Cree LeFavour talks about her new memoir, and Andrew Sean Greer discusses his new novel, “Less.”
The characters in Olivia Clare’s “Disasters in the First World” are often unstable, possibly even deranged.
Ruth, the protagonist of Rachel Khong’s ‘Goodbye, Vitamin,’ most definitely does not have it all figured out.
Three novels show that summer escapes, whether to seaside cottages or the great cities of Europe, rarely avoid the turmoil their characters have fled.
Collections of poetry are in short supply on the hardcover lists these days. But it wasn’t always thus, as Edna St. Vincent Millay once proved.
In “Pretend We Are Lovely,” Noley Reid’s first novel, a family tries to come to grips with a sudden death.
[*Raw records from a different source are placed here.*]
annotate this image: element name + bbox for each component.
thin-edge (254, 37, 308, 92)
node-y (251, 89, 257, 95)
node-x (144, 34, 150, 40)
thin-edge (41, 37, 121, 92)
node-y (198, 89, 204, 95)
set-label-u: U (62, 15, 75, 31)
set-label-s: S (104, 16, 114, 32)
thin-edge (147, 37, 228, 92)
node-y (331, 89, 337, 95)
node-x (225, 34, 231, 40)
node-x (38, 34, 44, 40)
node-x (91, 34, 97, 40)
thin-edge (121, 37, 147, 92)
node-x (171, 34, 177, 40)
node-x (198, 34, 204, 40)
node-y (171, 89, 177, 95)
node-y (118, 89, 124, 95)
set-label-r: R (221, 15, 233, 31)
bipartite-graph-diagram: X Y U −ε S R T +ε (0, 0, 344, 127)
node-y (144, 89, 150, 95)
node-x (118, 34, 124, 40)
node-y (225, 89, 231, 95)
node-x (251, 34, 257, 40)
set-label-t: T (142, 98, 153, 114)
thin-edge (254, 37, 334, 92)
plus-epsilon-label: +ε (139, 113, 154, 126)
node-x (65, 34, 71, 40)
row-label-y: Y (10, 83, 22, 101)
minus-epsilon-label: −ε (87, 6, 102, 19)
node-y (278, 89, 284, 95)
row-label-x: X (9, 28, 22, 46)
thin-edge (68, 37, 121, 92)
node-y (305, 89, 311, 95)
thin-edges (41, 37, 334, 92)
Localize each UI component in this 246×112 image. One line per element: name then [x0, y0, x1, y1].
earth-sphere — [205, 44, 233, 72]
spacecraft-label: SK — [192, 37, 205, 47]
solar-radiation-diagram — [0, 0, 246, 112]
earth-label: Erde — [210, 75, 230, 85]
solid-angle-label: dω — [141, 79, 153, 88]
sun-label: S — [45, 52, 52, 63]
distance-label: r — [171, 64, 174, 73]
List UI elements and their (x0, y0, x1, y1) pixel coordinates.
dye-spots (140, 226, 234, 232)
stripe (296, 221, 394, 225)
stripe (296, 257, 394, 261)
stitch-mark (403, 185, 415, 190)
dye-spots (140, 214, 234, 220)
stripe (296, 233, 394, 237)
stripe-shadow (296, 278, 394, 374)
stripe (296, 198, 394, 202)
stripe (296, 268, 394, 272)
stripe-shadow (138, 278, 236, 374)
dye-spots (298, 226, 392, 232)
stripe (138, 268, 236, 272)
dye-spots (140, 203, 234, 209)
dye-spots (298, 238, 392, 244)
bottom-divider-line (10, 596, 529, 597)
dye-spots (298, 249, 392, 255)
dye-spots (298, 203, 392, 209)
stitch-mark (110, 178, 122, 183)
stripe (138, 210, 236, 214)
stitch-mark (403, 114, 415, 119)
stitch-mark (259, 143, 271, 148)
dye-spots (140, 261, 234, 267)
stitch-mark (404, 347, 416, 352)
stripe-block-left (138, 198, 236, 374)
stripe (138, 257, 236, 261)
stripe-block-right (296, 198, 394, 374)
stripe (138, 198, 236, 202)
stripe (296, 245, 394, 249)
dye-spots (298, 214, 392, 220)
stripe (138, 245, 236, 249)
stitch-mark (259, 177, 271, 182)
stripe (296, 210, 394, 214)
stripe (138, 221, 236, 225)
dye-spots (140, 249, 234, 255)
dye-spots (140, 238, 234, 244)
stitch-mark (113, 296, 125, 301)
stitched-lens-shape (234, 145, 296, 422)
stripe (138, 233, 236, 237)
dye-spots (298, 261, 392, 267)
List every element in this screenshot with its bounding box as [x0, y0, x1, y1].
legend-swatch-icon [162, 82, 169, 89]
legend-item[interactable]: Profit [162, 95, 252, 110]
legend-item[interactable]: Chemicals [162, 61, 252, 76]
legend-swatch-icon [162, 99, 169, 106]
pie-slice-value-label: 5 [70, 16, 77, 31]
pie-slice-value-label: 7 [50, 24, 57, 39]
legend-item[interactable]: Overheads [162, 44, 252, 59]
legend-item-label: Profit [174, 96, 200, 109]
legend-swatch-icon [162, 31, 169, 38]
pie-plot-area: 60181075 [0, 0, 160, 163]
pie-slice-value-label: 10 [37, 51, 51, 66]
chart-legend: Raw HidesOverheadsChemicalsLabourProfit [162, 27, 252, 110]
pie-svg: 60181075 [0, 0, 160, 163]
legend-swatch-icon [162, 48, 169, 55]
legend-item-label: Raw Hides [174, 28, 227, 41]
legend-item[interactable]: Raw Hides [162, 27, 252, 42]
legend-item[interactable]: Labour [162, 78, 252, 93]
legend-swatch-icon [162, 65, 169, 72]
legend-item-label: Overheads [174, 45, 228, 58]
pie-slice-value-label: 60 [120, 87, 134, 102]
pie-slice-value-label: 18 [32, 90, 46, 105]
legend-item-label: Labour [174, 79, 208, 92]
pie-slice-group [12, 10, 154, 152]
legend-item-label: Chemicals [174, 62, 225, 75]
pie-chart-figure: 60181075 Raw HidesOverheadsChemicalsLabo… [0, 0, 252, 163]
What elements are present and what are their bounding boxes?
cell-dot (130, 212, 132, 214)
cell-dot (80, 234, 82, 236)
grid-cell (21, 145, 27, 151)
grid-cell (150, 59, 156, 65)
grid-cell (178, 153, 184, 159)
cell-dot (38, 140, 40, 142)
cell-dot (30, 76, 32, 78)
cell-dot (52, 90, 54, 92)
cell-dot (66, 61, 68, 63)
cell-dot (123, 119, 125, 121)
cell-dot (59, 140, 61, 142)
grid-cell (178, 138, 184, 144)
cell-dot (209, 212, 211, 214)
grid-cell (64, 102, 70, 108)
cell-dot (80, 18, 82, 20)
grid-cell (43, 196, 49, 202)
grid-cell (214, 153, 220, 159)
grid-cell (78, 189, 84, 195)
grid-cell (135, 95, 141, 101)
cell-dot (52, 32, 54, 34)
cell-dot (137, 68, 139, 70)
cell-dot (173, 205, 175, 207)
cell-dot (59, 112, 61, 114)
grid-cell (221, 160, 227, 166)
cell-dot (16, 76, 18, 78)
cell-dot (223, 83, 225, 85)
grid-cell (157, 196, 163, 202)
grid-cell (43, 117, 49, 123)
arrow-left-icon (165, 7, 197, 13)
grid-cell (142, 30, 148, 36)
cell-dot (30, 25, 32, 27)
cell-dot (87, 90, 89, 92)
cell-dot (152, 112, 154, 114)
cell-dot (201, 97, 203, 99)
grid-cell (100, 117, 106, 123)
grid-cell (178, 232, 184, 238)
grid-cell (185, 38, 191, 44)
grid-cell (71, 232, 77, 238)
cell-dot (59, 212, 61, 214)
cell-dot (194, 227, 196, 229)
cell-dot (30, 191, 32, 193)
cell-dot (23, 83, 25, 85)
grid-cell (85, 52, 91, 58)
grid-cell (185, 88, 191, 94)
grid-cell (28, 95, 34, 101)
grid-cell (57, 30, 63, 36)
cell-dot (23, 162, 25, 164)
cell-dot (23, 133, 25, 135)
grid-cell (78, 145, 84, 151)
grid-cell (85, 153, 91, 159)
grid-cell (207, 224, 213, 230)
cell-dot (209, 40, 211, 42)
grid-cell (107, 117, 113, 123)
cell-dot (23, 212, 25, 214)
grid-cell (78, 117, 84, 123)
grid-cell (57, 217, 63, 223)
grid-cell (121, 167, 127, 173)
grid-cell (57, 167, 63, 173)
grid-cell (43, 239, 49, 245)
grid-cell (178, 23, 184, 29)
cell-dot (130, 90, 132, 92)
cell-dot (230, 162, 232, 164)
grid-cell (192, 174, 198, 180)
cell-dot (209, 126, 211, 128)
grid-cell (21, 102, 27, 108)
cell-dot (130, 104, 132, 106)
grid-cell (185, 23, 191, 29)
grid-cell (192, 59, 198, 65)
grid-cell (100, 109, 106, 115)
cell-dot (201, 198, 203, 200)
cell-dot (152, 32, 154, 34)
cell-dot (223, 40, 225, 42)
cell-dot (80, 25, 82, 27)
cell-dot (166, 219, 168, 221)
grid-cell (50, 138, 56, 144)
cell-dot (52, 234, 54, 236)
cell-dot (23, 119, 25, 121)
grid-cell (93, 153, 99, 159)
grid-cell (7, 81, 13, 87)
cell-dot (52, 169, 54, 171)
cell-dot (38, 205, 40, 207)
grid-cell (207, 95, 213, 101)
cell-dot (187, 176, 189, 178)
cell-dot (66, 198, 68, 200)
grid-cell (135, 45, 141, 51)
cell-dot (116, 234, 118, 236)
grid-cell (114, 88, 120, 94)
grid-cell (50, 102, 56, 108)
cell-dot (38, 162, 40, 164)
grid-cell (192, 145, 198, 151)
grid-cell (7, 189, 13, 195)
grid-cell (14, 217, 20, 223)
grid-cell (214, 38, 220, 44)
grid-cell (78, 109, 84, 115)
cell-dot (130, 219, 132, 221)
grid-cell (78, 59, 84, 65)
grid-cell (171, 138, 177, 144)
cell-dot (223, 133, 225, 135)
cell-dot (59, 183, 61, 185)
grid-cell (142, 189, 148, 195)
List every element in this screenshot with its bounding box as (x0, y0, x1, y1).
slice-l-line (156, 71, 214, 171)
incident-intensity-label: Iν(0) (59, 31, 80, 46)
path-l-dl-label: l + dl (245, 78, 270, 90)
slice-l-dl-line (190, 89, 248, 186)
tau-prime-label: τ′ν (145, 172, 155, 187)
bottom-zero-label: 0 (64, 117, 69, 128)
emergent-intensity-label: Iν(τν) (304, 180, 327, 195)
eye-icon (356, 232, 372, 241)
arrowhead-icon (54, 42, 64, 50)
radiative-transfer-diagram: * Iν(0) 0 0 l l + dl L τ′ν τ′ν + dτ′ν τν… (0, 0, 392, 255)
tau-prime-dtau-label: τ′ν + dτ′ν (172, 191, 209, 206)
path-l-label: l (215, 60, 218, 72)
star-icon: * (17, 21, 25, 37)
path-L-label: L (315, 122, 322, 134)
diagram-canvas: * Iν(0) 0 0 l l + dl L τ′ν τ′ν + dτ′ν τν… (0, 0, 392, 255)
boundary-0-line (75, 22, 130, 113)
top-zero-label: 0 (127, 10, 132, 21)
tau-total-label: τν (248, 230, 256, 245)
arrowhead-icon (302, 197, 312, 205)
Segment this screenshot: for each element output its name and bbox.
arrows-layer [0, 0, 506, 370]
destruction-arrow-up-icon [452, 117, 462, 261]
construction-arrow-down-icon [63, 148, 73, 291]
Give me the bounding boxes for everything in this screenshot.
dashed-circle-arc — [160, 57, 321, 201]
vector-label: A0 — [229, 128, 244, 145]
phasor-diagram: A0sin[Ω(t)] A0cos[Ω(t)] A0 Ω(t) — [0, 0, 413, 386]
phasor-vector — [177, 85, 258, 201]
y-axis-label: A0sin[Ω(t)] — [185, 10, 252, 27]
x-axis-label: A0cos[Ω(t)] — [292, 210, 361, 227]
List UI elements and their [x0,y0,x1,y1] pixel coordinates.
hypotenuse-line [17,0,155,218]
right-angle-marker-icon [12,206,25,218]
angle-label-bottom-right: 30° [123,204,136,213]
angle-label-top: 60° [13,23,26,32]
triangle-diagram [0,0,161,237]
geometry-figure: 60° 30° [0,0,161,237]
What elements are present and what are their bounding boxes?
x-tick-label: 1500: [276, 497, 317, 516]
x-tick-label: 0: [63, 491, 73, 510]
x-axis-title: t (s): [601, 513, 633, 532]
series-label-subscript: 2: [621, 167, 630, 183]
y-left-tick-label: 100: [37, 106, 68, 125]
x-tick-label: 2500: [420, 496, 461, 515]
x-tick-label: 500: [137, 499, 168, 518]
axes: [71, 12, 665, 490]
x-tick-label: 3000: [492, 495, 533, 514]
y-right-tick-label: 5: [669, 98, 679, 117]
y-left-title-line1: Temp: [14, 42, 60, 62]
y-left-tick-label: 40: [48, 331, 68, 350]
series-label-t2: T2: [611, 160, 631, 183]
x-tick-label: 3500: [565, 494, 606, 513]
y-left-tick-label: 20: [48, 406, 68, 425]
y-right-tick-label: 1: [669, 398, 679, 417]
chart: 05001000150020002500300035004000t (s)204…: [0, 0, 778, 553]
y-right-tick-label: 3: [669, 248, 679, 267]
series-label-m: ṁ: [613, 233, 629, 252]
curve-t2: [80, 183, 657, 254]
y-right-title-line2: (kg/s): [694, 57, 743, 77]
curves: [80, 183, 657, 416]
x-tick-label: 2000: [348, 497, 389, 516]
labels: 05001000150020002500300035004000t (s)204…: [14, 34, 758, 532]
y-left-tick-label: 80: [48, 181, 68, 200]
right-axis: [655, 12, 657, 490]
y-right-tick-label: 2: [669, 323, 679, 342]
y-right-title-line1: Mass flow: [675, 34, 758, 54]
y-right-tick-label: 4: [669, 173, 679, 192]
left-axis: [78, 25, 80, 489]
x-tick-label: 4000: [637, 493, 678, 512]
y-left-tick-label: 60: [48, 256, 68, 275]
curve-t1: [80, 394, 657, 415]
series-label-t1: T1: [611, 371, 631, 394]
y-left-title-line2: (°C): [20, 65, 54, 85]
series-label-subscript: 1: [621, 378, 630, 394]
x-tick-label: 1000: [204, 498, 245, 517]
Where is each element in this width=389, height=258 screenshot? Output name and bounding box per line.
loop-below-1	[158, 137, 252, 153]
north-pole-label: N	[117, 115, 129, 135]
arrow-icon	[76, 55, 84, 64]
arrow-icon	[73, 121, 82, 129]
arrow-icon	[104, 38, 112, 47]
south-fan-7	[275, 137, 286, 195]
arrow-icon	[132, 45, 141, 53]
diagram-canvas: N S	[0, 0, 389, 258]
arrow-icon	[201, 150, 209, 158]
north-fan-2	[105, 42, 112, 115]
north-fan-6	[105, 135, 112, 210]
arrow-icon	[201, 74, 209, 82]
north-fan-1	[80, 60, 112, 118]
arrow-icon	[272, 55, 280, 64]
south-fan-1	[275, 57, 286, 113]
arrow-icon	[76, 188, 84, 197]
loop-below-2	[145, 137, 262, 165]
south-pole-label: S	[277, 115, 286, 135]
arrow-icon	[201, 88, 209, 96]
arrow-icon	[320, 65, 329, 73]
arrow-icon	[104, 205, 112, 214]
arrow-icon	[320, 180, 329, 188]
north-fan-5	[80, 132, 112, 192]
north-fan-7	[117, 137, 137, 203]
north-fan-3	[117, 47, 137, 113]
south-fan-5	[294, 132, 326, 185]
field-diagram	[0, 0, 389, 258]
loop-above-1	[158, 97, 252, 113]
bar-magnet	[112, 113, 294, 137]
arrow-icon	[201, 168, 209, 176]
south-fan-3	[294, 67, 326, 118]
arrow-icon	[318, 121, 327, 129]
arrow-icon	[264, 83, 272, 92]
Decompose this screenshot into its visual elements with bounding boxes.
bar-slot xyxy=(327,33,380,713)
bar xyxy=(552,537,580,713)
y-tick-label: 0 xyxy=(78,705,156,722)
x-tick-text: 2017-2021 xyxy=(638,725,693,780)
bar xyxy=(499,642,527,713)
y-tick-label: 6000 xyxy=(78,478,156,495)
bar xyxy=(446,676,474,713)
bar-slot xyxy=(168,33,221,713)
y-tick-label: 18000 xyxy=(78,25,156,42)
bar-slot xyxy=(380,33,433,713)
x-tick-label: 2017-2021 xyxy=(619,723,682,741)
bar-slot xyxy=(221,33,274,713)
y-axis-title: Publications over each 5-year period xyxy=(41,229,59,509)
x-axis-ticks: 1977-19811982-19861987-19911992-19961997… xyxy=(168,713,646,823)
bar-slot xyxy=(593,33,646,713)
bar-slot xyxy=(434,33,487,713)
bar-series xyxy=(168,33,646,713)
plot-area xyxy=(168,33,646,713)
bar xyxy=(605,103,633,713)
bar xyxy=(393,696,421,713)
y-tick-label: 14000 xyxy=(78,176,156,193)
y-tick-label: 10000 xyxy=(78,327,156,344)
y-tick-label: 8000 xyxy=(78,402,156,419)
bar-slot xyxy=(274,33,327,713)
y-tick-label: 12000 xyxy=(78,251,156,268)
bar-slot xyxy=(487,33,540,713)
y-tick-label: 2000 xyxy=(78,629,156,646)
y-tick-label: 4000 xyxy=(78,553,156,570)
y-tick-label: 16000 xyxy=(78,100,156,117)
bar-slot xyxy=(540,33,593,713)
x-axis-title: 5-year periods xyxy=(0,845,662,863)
In Catherine Lacey’s “The Answers,” a famous actor tries to design the perfect partner piece by piece.
Six new paperback titles to check out this week.
Readers respond to the Jane Austen issue and more.
Ms. Kakutani has reviewed books at The New York Times since 1983 and was awarded a Pulitzer Prize in 1998. The paper named Parul Sehgal one of its book critics.
Did Michiko Kakutani — who stepped down after 38 years as The Times’s chief book critic — influence your literary tastes? We’d like to hear about it.
The workplace is evolving, as is our relationship to it. These three novels explore how work interacts with our personal lives.
Suggested reading from editors and critics at The New York Times.
Peter Parker’s “Housman Country” describes a poet who evoked a timeless countryside when England was becoming increasingly urban.
The author of “The Sunshine Sisters” is drawn to books by their covers: “There is still nothing like browsing in a bookstore with all the time in the world, allowing myself to be drawn to whatever catches my eye.”
What can writers’ diaries tell us about our vexed relationship with time?
Jill Dawson’s novel “The Crime Writer” uses the life of Patricia Highsmith to explore the territory between reality and fantasy.
Books by former Dallas police chief David O. Brown and the law professor Paul Butler, and a collection edited by Angela J. Davis, call for transformation of the system.
The artist at the center of Percival Everett’s new novel provides three narrative threads, including one of his affair in Paris.